Medindia LOGIN REGISTER
Medindia

Engineers Unveil Novel Wireless Brain Sensor

by Rukmani Krishna on Mar 4 2013 10:27 PM

 Engineers Unveil Novel Wireless Brain Sensor
A fully implantable and rechargeable wireless brain sensor capable of relaying real-time broadband signals from up to 100 neurons in freely moving subjects was developed by engineers at Brown University.
Several copies of the novel low-power device have been performing well in animal models for more than year, a first in the brain-computer interface field. Brain-computer interfaces could help people with severe paralysis control devices with their thoughts.

"This has features that are somewhat akin to a cell phone, except the conversation that is being sent out is the brain talking wirelessly," said Arto Nurmikko, professor of engineering at Brown University who oversaw the device's invention.

Neuroscientists can use such a device to observe, record, and analyze the signals emitted by scores of neurons in particular parts of the animal model's brain.

Meanwhile, wired systems using similar implantable sensing electrodes are being investigated in brain-computer interface research to assess the feasibility of people with severe paralysis moving assistive devices like robotic arms or computer cursors by thinking about moving their arms and hands.

This wireless system addresses a major need for the next step in providing a practical brain-computer interface, said neuroscientist John Donoghue, the Wriston Professor of Neuroscience at Brown University and director of the Brown Institute for Brain Science.

In the device, a pill-sized chip of electrodes implanted on the cortex sends signals through uniquely designed electrical connections into the device's laser-welded, hermetically sealed titanium can.

Advertisement
The can measures 2.2 inches (56 mm) long, 1.65 inches (42 mm) wide, and 0.35 inches (9 mm) thick. That small volume houses an entire signal processing system: a lithium ion battery, ultralow-power integrated circuits designed at Brown for signal processing and conversion, wireless radio and infrared transmitters, and a copper coil for recharging - a "brain radio." All the wireless and charging signals pass through an electromagnetically transparent sapphire window.

In all, the device looks like a miniature sardine can with a porthole.

Advertisement
But what the team has packed inside makes it a major advance among brain-machine interfaces, said lead author David Borton, a former Brown graduate student and postdoctoral research associate who is now at Ecole Polytechnique Federale Lausanne in Switzerland.

The device transmits data at 24 Mbps via 3.2 and 3.8 Ghz microwave frequencies to an external receiver. After a two-hour charge, delivered wirelessly through the scalp via induction, it can operate for more than six hours.

"The device uses less than 100 milliwatts of power, a key figure of merit," Nurmikko said.

The new wireless device is not approved for use in humans and is not used in clinical trials of brain-computer interfaces. It was designed, however, with that translational motivation.

Borton is now spearheading the development of a collaboration between EPFL and Brown to use a version of the device to study the role of the motor cortex in an animal model of Parkinson's disease.

Meanwhile the Brown team is continuing work on advancing the device for even larger amounts of neural data transmission, reducing its size even further, and improving other aspects of the device's safety and reliability so that it can someday be considered for clinical application in people with movement disabilities.

Nurmikko is presenting their work this week at the 2013 International Workshop on Clinical Brain-Machine Interface Systems in Houston.

It has also been described in the Journal of Neural Engineering.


> [Work order]:
Report how many lines in the records hold the string "label"; give the number and nothing else.

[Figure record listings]
________

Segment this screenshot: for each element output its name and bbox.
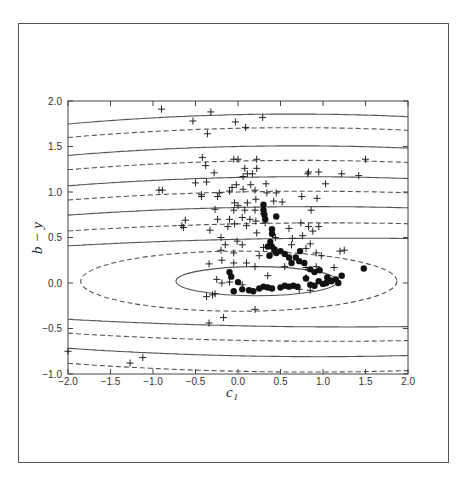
plus-marker	[252, 207, 259, 214]
plus-marker	[222, 241, 229, 248]
plus-marker	[243, 259, 250, 266]
filled-circle-marker	[327, 277, 333, 283]
plus-marker	[341, 247, 348, 254]
filled-circle-marker	[361, 265, 367, 271]
filled-circle-marker	[339, 273, 345, 279]
plus-marker	[273, 189, 280, 196]
plus-marker	[226, 216, 233, 223]
y-tick-label: −1.0	[42, 369, 62, 380]
plus-marker	[203, 178, 210, 185]
plus-marker	[253, 165, 260, 172]
filled-circle-marker	[335, 280, 341, 286]
plus-marker	[216, 189, 223, 196]
plus-marker	[202, 162, 209, 169]
contour-lines	[68, 114, 408, 372]
plus-marker	[159, 187, 166, 194]
x-tick-label: 2.0	[401, 376, 415, 387]
plus-marker	[305, 223, 312, 230]
plus-marker	[281, 263, 288, 270]
plus-marker	[199, 154, 206, 161]
y-tick-label: 2.0	[48, 96, 62, 107]
x-axis-label: c₁	[226, 384, 238, 400]
plus-marker	[198, 191, 205, 198]
axis-ticks: −2.0−1.5−1.0−0.50.00.51.01.52.0−1.0−0.50…	[42, 96, 415, 388]
plus-marker	[252, 263, 259, 270]
plus-marker	[252, 196, 259, 203]
filled-circle-marker	[303, 275, 309, 281]
filled-circle-marker	[297, 248, 303, 254]
x-tick-label: −1.0	[143, 376, 163, 387]
plus-marker	[315, 168, 322, 175]
filled-circle-marker	[269, 285, 275, 291]
filled-circle-marker	[250, 288, 256, 294]
plus-marker	[139, 354, 146, 361]
plus-marker	[239, 241, 246, 248]
x-tick-label: −1.5	[101, 376, 121, 387]
filled-circle-marker	[231, 288, 237, 294]
x-tick-label: 1.5	[359, 376, 373, 387]
filled-circle-marker	[260, 202, 266, 208]
filled-circle-marker	[286, 254, 292, 260]
y-tick-label: −0.5	[42, 323, 62, 334]
plus-marker	[211, 169, 218, 176]
plus-marker	[235, 156, 242, 163]
plus-marker	[264, 272, 271, 279]
plus-marker	[212, 206, 219, 213]
plus-marker	[322, 180, 329, 187]
plus-marker	[355, 172, 362, 179]
plus-marker	[206, 227, 213, 234]
plus-marker	[206, 260, 213, 267]
plus-marker	[178, 222, 185, 229]
plus-marker	[263, 180, 270, 187]
filled-circle-marker	[262, 216, 268, 222]
plus-marker	[314, 195, 321, 202]
scatter-chart: −2.0−1.5−1.0−0.50.00.51.01.52.0−1.0−0.50…	[0, 0, 468, 483]
filled-circle-marker	[266, 253, 272, 259]
plus-marker	[259, 114, 266, 121]
plus-marker	[252, 306, 259, 313]
plus-marker	[303, 245, 310, 252]
plus-marker	[263, 189, 270, 196]
plus-marker	[230, 259, 237, 266]
plus-marker	[239, 214, 246, 221]
filled-circle-marker	[301, 260, 307, 266]
plus-marker	[279, 199, 286, 206]
plus-marker	[214, 216, 221, 223]
plus-marker	[298, 193, 305, 200]
plus-marker	[286, 225, 293, 232]
filled-circle-marker	[265, 243, 271, 249]
plus-marker	[218, 247, 225, 254]
filled-circle-marker	[288, 260, 294, 266]
plus-marker	[247, 181, 254, 188]
plus-marker	[253, 229, 260, 236]
filled-circle-marker	[316, 278, 322, 284]
plus-marker	[127, 360, 134, 367]
y-tick-label: 0.5	[48, 232, 62, 243]
figure-caption	[30, 470, 440, 480]
plus-marker	[253, 156, 260, 163]
filled-circle-marker	[269, 231, 275, 237]
plus-marker	[213, 276, 220, 283]
filled-circle-marker	[239, 286, 245, 292]
plus-marker	[246, 216, 253, 223]
plus-marker	[192, 179, 199, 186]
plus-marker	[230, 249, 237, 256]
plus-marker	[338, 170, 345, 177]
x-tick-label: 0.5	[274, 376, 288, 387]
plus-marker	[220, 314, 227, 321]
plus-marker	[214, 193, 221, 200]
y-tick-label: 1.5	[48, 141, 62, 152]
plus-marker	[207, 108, 214, 115]
plot-area	[68, 101, 408, 374]
filled-circle-marker	[294, 283, 300, 289]
x-tick-label: −0.5	[186, 376, 206, 387]
plus-marker	[244, 199, 251, 206]
plus-marker	[234, 238, 241, 245]
plus-marker	[307, 240, 314, 247]
plus-marker	[204, 130, 211, 137]
plus-marker	[297, 219, 304, 226]
plus-marker	[189, 118, 196, 125]
plus-marker	[337, 248, 344, 255]
plus-marker	[331, 264, 338, 271]
plus-marker	[242, 124, 249, 131]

________

> [Response to the exercise]:
12